Turkish air strike kills 35 in north Iraq
The Turkish military confirmed it had launched the strike after unmanned drones spotted suspected rebels of the Kurdistan Workers' Party (PKK), but said there were no civilians in the area and it was investigating the incident.
"We have 30 corpses, all of them are burned. The state knew that these people were smuggling in the region. This kind of incident is unacceptable. They were hit from the air," said Fehmi Yaman, mayor of Uludere in Sirnak province.
The pro-Kurdish Peace and Democracy Party (BDP) said in a statement that 35 people had been killed and party leaders were heading for the area. Joint chairman Selahattin Demirtas said the party announced a three-day period of mourning.
"It is clear there was a massacre. They will try to cover it up ... We will not allow them to cover it up," Turkish media reported Demirtas as saying. The BDP said it would hold demonstrations in Istanbul and elsewhere to protest the deaths.
The Turkish military said it had learnt that the PKK had sent many militants to the Sinat-Haftanin area, where the strikes occurred in northern Iraq, to retaliate after recent militant losses in clashes.
Military units were warned that PKK groups there were planning attacks on security force border posts in southeast Turkey, prompting the military to increase border surveillance.
"It was established from unmanned aerial vehicle images that a group was within Iraq heading towards our border," it said.
"Given that the area in which the group was spotted is often used by terrorists and that it was moving towards our border at night, it was deemed necessary for our air force planes to attack and they struck the target at 2137-2224 (1937-2024 GMT)," it said.
"The place where the incident occurred is the Sinat-Haftanin area in northern Iraq where there is no civilian settlement and where the main camps of the separatist terrorist group are located," it said.
"An administrative and legal investigation and procedures regarding the incident are continuing," it added.
The Turkish government, which has been battling the PKK since the group took up arms in 1984 to fight for an ethnic Kurdish homeland, was not immediately available for comment.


Activity
I need every line of the material below that includes the string "unit".

Source data

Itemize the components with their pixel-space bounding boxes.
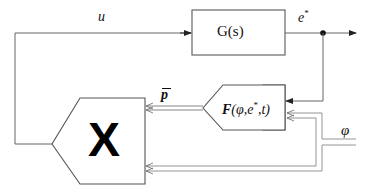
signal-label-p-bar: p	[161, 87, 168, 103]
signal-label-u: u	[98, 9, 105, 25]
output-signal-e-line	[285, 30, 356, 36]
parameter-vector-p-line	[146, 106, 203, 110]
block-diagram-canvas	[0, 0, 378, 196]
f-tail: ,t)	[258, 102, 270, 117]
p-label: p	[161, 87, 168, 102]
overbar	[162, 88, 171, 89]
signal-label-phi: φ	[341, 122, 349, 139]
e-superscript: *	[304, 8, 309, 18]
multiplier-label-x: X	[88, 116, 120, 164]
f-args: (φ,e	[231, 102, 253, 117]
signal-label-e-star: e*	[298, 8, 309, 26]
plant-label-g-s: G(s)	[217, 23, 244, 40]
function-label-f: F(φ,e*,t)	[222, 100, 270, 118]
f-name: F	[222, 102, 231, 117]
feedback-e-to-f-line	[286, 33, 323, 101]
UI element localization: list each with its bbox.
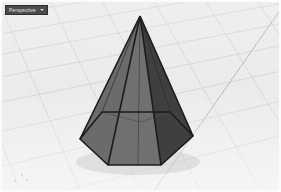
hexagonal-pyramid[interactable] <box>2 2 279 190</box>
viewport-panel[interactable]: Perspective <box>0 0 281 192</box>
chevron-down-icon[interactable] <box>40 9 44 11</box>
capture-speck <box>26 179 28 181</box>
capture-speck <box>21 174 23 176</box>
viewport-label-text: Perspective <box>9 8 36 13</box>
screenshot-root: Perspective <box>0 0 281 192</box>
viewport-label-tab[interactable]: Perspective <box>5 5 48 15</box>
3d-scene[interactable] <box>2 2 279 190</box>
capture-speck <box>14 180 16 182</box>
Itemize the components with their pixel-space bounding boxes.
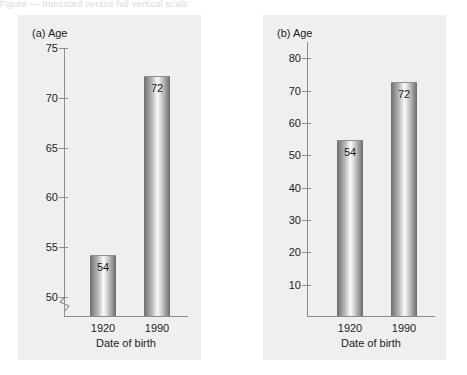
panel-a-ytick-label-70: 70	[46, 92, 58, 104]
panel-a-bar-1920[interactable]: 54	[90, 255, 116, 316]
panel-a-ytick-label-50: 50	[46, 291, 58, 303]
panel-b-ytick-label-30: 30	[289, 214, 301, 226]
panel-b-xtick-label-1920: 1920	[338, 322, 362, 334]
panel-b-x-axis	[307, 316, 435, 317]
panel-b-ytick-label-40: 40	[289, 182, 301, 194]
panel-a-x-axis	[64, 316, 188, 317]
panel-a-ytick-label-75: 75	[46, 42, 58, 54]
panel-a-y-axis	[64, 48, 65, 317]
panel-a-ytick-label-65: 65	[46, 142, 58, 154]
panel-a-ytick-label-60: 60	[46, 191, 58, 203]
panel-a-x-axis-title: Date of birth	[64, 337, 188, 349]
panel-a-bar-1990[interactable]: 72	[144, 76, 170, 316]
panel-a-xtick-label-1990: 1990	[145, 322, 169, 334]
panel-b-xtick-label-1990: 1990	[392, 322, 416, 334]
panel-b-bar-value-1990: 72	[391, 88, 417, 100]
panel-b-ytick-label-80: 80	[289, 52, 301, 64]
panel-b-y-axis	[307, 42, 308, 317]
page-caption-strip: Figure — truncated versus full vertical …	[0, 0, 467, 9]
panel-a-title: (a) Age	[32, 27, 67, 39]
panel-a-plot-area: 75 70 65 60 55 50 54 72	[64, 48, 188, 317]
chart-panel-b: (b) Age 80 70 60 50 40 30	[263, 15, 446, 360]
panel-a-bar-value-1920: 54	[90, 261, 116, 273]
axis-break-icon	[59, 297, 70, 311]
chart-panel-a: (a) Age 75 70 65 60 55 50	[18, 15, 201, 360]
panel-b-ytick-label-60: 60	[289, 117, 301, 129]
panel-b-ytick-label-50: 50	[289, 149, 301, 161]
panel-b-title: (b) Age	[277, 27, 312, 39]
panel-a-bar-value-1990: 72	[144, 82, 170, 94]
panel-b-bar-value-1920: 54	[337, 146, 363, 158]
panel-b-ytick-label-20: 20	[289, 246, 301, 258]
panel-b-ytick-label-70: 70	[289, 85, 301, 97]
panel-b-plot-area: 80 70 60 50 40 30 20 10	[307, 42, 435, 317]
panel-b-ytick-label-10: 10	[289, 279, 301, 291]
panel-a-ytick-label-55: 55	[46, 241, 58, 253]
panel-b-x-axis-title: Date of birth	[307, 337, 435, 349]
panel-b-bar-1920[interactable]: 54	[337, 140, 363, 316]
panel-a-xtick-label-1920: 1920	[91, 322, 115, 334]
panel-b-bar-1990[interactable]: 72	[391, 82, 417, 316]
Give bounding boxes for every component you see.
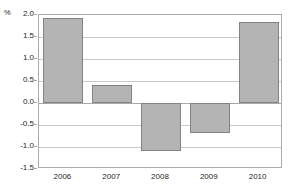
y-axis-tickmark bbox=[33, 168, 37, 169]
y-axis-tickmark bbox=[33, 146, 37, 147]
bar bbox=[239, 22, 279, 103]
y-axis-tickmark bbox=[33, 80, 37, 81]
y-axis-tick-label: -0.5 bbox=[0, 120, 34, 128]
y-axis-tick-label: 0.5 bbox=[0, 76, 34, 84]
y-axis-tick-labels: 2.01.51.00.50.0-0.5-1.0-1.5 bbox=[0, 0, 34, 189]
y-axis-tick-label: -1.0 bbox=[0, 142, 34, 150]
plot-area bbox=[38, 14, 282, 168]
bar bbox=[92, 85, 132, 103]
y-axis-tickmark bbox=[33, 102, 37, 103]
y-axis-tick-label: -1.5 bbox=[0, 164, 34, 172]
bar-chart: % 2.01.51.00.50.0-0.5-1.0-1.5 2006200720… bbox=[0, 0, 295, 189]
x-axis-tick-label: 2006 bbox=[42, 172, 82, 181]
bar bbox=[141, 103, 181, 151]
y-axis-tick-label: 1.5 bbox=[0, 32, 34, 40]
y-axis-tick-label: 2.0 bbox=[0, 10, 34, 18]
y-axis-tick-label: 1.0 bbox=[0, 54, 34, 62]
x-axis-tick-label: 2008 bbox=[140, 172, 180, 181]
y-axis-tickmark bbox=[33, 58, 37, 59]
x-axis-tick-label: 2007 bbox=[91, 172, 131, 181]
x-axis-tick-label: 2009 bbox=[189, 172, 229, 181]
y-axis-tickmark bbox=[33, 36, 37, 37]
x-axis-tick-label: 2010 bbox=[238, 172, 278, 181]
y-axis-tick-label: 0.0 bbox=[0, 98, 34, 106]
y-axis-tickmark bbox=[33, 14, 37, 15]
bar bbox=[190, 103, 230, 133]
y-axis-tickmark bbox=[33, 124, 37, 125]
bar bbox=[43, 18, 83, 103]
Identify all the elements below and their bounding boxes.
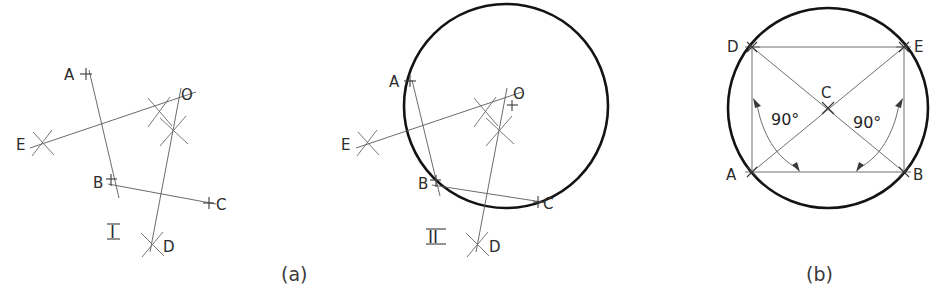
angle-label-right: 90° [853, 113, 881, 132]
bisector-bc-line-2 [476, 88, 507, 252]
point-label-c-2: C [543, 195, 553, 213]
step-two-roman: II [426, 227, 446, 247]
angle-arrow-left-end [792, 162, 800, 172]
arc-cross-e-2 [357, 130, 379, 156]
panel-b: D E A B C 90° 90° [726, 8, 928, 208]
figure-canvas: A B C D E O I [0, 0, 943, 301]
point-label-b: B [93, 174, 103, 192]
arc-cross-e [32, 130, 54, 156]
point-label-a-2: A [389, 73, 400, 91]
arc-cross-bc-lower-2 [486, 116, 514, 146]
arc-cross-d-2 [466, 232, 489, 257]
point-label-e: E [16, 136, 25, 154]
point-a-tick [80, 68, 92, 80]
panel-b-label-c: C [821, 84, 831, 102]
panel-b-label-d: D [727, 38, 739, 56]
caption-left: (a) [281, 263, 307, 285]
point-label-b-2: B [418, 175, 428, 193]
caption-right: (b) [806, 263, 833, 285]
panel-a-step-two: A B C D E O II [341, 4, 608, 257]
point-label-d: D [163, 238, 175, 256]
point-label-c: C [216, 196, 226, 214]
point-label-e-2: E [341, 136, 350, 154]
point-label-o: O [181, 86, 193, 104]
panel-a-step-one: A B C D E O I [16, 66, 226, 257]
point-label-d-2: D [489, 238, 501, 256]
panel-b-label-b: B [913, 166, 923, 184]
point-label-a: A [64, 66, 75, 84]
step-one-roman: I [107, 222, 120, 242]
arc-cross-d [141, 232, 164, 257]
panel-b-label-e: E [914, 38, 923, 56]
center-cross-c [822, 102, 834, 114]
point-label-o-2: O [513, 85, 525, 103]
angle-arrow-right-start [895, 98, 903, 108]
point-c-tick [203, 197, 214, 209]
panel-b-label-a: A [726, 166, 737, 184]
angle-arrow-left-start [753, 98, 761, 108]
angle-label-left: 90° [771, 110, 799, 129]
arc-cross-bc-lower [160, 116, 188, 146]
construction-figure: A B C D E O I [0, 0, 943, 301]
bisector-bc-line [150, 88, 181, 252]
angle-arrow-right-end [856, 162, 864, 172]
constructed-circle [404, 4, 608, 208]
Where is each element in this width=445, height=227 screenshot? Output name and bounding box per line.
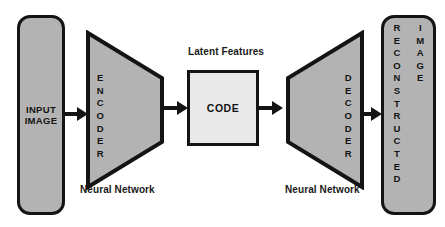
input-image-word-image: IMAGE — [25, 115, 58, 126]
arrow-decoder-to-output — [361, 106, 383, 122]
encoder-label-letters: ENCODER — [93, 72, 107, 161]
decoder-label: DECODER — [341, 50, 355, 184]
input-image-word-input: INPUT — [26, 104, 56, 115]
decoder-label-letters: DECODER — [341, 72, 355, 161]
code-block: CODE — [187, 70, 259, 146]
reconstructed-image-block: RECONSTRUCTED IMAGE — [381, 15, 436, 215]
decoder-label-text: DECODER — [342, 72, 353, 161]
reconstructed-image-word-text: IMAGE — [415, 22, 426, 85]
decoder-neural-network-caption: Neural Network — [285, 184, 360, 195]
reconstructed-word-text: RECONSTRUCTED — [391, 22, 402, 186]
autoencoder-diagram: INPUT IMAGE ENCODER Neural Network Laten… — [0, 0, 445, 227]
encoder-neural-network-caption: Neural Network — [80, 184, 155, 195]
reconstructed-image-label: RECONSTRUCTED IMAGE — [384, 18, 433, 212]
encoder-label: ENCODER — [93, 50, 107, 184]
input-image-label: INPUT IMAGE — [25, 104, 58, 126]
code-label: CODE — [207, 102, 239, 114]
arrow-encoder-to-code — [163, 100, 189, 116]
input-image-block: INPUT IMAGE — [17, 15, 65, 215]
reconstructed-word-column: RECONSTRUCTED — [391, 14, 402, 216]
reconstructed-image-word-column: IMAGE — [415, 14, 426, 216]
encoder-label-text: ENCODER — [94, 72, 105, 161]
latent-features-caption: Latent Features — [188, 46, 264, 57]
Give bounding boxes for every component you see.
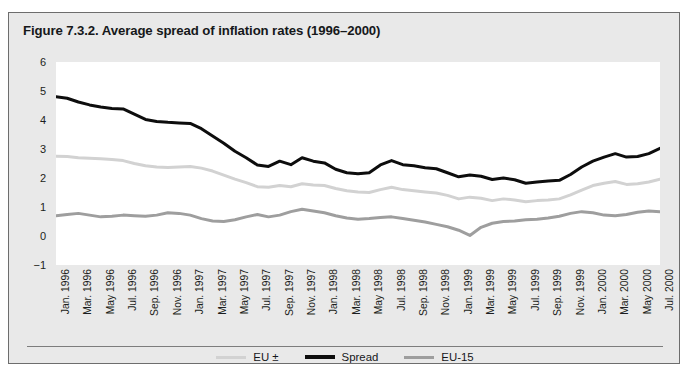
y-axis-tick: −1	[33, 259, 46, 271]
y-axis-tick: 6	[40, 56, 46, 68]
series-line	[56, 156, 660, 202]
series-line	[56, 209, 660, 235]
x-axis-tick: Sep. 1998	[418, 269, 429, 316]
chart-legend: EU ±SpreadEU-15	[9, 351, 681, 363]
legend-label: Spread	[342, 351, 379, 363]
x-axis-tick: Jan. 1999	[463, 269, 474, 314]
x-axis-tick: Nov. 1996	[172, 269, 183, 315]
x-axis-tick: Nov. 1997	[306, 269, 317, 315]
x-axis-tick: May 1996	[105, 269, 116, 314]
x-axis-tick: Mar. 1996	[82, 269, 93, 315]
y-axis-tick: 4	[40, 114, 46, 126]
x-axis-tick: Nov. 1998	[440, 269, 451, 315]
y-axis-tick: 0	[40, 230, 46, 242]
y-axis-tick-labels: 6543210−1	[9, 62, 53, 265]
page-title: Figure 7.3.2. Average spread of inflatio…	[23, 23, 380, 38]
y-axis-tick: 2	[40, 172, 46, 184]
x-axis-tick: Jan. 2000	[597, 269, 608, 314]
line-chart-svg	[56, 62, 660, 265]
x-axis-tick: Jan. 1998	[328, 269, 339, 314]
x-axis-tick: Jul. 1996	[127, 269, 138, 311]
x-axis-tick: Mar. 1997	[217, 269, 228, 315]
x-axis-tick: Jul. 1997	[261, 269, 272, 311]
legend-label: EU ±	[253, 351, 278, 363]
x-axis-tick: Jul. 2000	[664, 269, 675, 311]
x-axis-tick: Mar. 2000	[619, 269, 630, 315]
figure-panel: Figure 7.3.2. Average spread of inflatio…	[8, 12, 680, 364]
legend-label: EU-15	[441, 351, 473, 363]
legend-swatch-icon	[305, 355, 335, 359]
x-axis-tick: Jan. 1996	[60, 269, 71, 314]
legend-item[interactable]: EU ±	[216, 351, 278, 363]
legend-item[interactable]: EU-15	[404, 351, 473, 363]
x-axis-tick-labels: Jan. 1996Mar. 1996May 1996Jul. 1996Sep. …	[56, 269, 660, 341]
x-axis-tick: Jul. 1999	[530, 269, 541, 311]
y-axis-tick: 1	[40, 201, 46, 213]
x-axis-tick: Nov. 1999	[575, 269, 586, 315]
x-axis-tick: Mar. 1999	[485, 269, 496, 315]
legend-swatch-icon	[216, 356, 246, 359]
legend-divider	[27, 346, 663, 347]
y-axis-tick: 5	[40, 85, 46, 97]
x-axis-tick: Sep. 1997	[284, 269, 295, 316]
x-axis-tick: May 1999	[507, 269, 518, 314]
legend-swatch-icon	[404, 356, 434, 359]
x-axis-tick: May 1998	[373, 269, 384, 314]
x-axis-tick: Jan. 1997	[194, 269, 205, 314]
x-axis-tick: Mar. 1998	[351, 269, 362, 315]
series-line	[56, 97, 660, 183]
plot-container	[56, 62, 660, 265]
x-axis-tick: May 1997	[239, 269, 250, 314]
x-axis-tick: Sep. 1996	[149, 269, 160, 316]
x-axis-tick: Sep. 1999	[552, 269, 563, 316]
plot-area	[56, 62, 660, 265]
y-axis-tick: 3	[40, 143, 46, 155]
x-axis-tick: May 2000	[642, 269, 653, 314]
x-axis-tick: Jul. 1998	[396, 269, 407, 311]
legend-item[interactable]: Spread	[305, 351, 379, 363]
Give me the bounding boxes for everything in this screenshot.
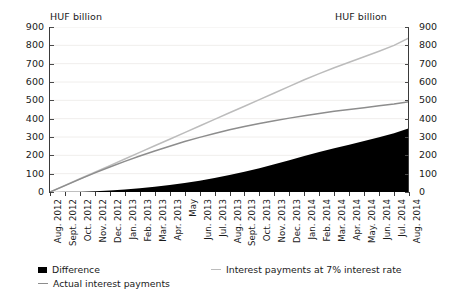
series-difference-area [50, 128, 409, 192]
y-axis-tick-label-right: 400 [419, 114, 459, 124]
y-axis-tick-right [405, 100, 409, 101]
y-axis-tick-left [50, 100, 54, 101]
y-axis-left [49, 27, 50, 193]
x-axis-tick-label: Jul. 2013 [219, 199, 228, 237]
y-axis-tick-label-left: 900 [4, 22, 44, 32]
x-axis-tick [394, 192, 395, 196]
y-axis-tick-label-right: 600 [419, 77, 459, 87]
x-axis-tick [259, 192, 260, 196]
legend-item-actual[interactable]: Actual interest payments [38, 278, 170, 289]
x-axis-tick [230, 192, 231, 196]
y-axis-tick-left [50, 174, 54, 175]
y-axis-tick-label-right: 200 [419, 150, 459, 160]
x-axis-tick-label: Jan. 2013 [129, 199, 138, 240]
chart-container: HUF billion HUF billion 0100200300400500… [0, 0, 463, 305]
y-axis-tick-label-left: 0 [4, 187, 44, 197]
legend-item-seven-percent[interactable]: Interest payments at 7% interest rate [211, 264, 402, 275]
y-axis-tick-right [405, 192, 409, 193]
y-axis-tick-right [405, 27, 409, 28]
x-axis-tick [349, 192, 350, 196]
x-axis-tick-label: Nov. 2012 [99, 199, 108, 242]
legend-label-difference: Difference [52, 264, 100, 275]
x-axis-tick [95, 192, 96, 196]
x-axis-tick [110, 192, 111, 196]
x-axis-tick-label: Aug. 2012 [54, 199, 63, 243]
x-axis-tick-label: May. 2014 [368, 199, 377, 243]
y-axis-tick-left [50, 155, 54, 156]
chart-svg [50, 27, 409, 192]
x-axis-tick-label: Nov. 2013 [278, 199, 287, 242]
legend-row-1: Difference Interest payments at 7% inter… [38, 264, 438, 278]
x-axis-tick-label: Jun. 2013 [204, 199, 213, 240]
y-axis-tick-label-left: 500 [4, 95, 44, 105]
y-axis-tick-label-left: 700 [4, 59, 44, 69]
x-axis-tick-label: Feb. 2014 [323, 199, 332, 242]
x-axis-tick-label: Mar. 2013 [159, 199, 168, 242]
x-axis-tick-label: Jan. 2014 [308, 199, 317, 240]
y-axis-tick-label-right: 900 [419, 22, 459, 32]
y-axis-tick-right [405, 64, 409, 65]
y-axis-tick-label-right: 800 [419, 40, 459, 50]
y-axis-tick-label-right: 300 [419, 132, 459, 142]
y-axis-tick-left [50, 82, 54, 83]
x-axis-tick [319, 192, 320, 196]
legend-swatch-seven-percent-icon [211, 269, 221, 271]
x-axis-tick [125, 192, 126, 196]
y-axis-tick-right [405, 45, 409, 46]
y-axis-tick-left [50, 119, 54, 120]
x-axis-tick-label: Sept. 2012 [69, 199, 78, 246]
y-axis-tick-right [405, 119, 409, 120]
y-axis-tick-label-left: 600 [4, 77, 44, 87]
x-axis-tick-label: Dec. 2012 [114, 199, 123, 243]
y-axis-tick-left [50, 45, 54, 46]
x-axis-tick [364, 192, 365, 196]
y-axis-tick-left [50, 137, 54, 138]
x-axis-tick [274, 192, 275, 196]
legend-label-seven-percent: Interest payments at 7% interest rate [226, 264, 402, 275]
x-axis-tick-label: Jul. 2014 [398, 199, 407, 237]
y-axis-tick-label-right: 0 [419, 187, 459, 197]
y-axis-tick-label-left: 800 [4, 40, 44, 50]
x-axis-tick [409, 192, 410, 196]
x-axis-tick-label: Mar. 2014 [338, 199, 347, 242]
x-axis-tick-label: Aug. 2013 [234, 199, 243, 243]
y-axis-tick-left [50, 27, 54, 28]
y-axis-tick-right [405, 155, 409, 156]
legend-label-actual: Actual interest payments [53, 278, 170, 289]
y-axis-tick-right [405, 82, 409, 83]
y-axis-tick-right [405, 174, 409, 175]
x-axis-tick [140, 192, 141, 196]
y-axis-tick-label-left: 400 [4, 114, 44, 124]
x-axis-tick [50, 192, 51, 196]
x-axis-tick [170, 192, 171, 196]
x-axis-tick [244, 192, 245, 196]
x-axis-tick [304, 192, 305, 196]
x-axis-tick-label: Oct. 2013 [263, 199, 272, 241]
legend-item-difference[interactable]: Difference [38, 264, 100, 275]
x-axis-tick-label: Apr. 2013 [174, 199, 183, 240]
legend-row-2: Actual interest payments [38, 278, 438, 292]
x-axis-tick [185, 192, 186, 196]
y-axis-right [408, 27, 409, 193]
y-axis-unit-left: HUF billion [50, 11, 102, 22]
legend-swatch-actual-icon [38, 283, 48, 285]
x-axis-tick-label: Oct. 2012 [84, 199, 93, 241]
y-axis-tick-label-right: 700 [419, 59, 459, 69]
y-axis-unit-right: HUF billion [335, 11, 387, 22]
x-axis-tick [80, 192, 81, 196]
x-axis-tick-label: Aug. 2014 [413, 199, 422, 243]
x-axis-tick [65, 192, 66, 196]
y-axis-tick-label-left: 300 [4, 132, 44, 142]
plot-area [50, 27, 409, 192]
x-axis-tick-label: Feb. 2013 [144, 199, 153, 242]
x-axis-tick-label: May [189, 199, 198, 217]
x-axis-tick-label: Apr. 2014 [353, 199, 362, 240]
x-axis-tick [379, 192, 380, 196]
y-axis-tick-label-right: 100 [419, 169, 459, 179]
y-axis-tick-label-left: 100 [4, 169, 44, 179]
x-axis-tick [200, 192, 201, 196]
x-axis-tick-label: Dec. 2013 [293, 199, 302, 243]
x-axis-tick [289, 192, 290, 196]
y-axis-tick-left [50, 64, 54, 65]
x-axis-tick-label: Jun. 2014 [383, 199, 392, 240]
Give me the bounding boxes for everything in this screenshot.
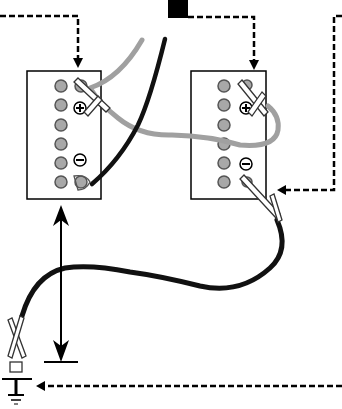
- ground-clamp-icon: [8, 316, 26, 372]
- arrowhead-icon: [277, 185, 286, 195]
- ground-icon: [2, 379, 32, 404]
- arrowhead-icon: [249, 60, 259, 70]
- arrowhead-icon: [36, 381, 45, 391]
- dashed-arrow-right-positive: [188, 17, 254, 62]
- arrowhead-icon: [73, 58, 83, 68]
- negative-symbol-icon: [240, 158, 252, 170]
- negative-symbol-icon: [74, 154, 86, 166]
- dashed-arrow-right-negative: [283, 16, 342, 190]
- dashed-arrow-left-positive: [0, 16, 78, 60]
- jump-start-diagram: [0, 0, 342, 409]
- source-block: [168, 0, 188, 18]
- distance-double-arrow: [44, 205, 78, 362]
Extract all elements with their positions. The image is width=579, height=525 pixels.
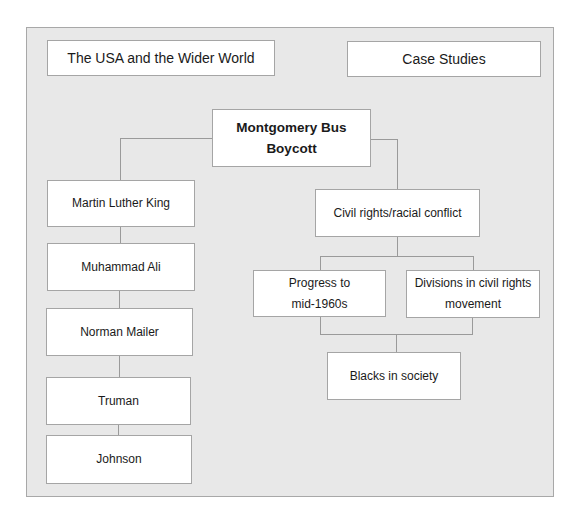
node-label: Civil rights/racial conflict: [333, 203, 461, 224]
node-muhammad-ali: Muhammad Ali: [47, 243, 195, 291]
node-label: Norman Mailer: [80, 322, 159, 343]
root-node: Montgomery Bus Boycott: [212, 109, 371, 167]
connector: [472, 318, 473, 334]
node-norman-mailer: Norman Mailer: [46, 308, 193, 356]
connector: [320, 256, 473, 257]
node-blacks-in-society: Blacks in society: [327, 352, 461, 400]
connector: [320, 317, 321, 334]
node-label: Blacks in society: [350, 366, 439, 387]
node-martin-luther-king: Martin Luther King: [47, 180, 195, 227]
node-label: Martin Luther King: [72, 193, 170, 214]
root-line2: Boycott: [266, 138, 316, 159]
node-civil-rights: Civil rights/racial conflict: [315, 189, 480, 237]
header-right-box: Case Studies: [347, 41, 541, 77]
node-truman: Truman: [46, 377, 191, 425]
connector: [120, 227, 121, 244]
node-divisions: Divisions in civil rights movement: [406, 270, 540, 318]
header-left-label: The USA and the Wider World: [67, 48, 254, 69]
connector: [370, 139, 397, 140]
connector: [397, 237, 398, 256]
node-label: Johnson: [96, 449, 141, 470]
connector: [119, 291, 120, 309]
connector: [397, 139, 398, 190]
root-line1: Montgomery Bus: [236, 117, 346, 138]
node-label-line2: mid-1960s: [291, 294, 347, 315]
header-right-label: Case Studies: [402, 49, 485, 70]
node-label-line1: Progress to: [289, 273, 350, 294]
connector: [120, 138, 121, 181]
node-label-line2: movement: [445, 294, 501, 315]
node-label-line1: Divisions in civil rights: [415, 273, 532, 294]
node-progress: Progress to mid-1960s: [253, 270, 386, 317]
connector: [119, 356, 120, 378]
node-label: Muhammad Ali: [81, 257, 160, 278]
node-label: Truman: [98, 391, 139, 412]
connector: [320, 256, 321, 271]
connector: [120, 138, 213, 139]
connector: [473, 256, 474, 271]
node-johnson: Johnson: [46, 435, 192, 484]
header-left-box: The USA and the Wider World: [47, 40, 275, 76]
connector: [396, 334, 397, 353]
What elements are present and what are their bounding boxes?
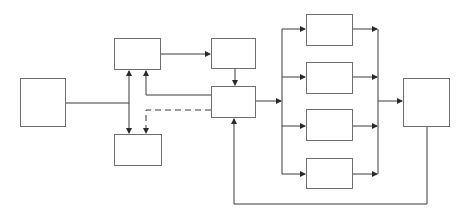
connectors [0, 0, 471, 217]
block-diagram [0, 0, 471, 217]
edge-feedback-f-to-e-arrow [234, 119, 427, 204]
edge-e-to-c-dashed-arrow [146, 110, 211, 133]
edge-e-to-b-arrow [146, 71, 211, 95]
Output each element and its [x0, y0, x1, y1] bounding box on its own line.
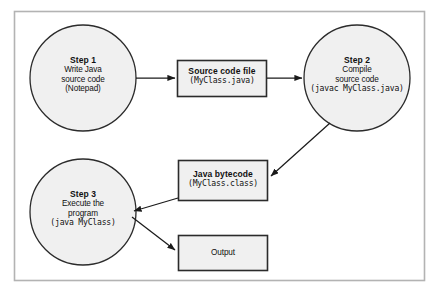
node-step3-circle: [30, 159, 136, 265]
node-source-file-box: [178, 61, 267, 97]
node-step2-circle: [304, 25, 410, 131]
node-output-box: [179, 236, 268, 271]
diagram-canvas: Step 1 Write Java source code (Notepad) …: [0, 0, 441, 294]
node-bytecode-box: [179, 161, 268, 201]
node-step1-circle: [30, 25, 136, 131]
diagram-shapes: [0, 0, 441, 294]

Expected answer
y-axis-unit-left: HUF billion [50, 11, 102, 22]
y-axis-unit-right: HUF billion [335, 11, 387, 22]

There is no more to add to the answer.